Universal City, Bungalow 477, CA 91608
Business Phone: (818)733-7000
Bibliography
Anson, Robert Sam. "Geffen Ungloved," Los Angeles Magazine, July 1995.
"David Geffen." Current Biography Yearbook. 1992.
Friedman, Alan. "Mogul with the Most." The Financial Times, 22 February 1993.
Seabrook, John. "The Many Lives of David Geffen." The New Yorker, 23 February & 2 March 1998.
Sheff, David. "Playboy Interview: David Geffen." Playboy, September 1994.
Who's Who in America. 1998.
Geffen, David
GEFFEN, DAVID
GEFFEN, DAVID (1944– ), U.S. record producer. Born in New York, Geffen began his career in the mailroom of the William Morris Agency, moved up the ladder to a position as agent, and then founded his own agency with Elliot Roberts in 1968. Taking such stars as Joni Mitchell and Neil Young under his managerial wing, Geffen founded the now major recording label Asylum Records (1970). He picked up recording artists such as Jackson Browne and built his company up to the point where it merged with long-established Electra Records, with Geffen installed as president (1973–76). In 1975 he was made vice chairman of Warner Brothers Pictures and in 1977 became executive assistant to the chairman of Warner Communications. In 1980 Geffen founded a new record label under his own name and signed John Lennon and Yoko Ono, as well as Bob Dylan, Elton John, and Donna Summer. The Lennon-Ono Double Fantasy (1980) album was the first released on Geffen Records. Geffen's original signings continued to bring his company success through the 1980s and into the 1990s, when Guns N'Roses proved one of the most successful groups in rock history. His ability to recognize talent was instrumental in helping to launch or develop the careers of such entertainers as Crosby, Stills, Nash & Young, the Eagles, and Tom Cruise.

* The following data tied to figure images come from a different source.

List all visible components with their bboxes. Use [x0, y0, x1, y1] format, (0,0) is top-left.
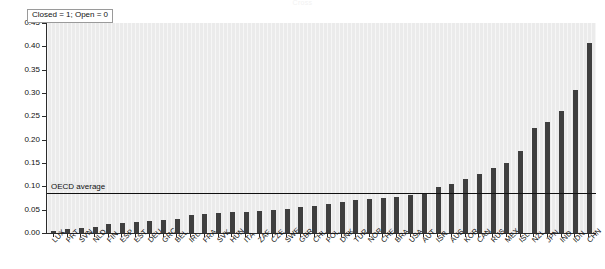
bar: [120, 223, 125, 233]
bar: [559, 111, 564, 233]
y-axis-tick-label: 0.10: [0, 182, 40, 190]
legend-label: Closed = 1; Open = 0: [32, 10, 108, 19]
chart-figure: Cross 0.450.400.350.300.250.200.150.100.…: [0, 0, 605, 269]
bar: [257, 211, 262, 233]
bar: [477, 174, 482, 233]
y-axis-tick-label: 0.40: [0, 42, 40, 50]
bar: [340, 202, 345, 233]
bar: [326, 204, 331, 233]
oecd-average-line: [47, 193, 596, 194]
bar: [436, 187, 441, 233]
y-axis-tick-label: 0.00: [0, 229, 40, 237]
bar: [106, 224, 111, 233]
bar: [79, 228, 84, 233]
bar: [491, 168, 496, 233]
y-axis-tick-label: 0.20: [0, 136, 40, 144]
bar: [545, 122, 550, 233]
bar: [504, 163, 509, 233]
y-axis-tick-label: 0.15: [0, 159, 40, 167]
plot-area: OECD average: [46, 23, 596, 233]
y-axis-tick-label: 0.35: [0, 66, 40, 74]
bar: [394, 197, 399, 233]
bar: [573, 90, 578, 233]
bar: [298, 207, 303, 233]
bar: [381, 198, 386, 233]
y-axis-tick-label: 0.05: [0, 206, 40, 214]
bar: [285, 209, 290, 233]
bar: [189, 215, 194, 233]
bar: [51, 231, 56, 233]
bar: [65, 229, 70, 233]
y-axis-tick-label: 0.25: [0, 112, 40, 120]
bar: [216, 213, 221, 233]
y-axis-tick-label: 0.30: [0, 89, 40, 97]
bar: [422, 193, 427, 233]
bar: [202, 214, 207, 233]
bar: [449, 184, 454, 233]
bar: [271, 210, 276, 233]
bar: [161, 220, 166, 233]
oecd-average-label: OECD average: [49, 182, 107, 191]
bar: [353, 200, 358, 233]
bar: [408, 195, 413, 233]
bar: [587, 43, 592, 233]
bar: [312, 206, 317, 233]
bar: [230, 212, 235, 233]
bar: [244, 212, 249, 233]
bar: [463, 179, 468, 233]
legend-box: Closed = 1; Open = 0: [27, 9, 113, 23]
bar: [367, 199, 372, 233]
bar: [93, 227, 98, 233]
plot-background-grid: [47, 23, 596, 233]
bar: [175, 219, 180, 233]
bar: [147, 221, 152, 233]
bar: [532, 128, 537, 233]
bar: [134, 222, 139, 233]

In 1981 he branched out into producing Broadway musicals and had success with Dreamgirls and Cats, which became the longest-running musical in Broadway history. Geffen's incursions into stage as well as film production (Personal Best; Risky Business; Interview with the Vampire) netted him millions of dollars. By 1996 he was a billionaire. He sold Geffen records to mca, receiving stock valued at $545 million in exchange, and received a further $710 million when the Matsushita Corporation bought mca a few months later. In 1994 he launched the Dream Works film studio project in partnership with Steven *Spielberg and Jeffrey *Katzenberg.

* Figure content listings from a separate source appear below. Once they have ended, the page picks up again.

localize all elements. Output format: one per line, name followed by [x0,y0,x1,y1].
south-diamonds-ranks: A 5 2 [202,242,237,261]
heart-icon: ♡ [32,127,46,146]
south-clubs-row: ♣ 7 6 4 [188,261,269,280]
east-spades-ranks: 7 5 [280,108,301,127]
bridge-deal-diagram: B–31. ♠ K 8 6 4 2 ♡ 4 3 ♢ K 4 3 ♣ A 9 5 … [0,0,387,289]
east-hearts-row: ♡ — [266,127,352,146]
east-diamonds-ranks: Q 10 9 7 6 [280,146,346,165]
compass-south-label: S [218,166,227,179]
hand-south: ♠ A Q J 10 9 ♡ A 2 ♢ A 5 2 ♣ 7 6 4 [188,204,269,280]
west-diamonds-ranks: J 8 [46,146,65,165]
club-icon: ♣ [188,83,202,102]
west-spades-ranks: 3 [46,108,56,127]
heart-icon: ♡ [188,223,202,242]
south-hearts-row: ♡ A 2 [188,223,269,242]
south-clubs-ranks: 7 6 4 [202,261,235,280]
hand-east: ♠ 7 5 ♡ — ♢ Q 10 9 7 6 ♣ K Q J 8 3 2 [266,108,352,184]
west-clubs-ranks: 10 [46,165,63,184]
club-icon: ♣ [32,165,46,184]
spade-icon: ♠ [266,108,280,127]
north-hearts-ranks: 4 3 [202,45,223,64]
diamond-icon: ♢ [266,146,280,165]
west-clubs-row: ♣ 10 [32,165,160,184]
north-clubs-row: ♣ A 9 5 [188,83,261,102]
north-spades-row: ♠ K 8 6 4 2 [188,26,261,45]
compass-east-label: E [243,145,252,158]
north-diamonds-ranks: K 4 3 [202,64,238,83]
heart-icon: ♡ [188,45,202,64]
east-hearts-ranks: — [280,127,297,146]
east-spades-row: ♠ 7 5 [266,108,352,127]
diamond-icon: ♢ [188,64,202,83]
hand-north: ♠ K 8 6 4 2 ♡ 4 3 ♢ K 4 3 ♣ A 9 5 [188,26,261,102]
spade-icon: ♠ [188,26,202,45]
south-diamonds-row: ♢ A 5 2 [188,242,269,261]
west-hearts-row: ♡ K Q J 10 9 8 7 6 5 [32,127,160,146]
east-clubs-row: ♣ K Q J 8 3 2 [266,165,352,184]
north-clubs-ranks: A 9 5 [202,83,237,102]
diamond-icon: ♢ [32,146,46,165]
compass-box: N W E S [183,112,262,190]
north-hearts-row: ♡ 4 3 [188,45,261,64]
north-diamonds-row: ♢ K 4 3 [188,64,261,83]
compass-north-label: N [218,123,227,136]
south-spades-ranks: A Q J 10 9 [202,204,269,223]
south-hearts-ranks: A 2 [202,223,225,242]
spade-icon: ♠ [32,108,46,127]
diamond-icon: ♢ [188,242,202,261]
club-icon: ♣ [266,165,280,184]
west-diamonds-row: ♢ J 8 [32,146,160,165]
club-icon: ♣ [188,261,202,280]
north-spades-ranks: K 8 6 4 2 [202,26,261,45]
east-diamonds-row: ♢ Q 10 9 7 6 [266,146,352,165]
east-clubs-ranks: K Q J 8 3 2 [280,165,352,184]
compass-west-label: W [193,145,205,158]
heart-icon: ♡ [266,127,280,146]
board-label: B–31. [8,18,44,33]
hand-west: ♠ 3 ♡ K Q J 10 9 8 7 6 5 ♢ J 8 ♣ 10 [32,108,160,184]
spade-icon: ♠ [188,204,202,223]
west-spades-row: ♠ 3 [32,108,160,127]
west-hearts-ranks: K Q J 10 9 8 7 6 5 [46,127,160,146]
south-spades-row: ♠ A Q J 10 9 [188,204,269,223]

Geffen taught at Yale and ucla. In 2002 he donated $200 million to the ucla medical school, the largest single donation to a U.S. medical school in history. The school is named the David Geffen School of Medicine. The campus already includes the Geffen Playhouse, which was named for him when he donated $5 million. Geffen has also contributed generously to the Democratic National Party; Los Angeles's aids Project; New York's Gay Men's Health Crisis; and aids Action in Washington, d.c.
add. bibliography:
S. Singular, The Rise and Rise of David Geffen (1997); T. King, The Operator: David Geffen Builds, Buys, and Sells the New Hollywood (2000).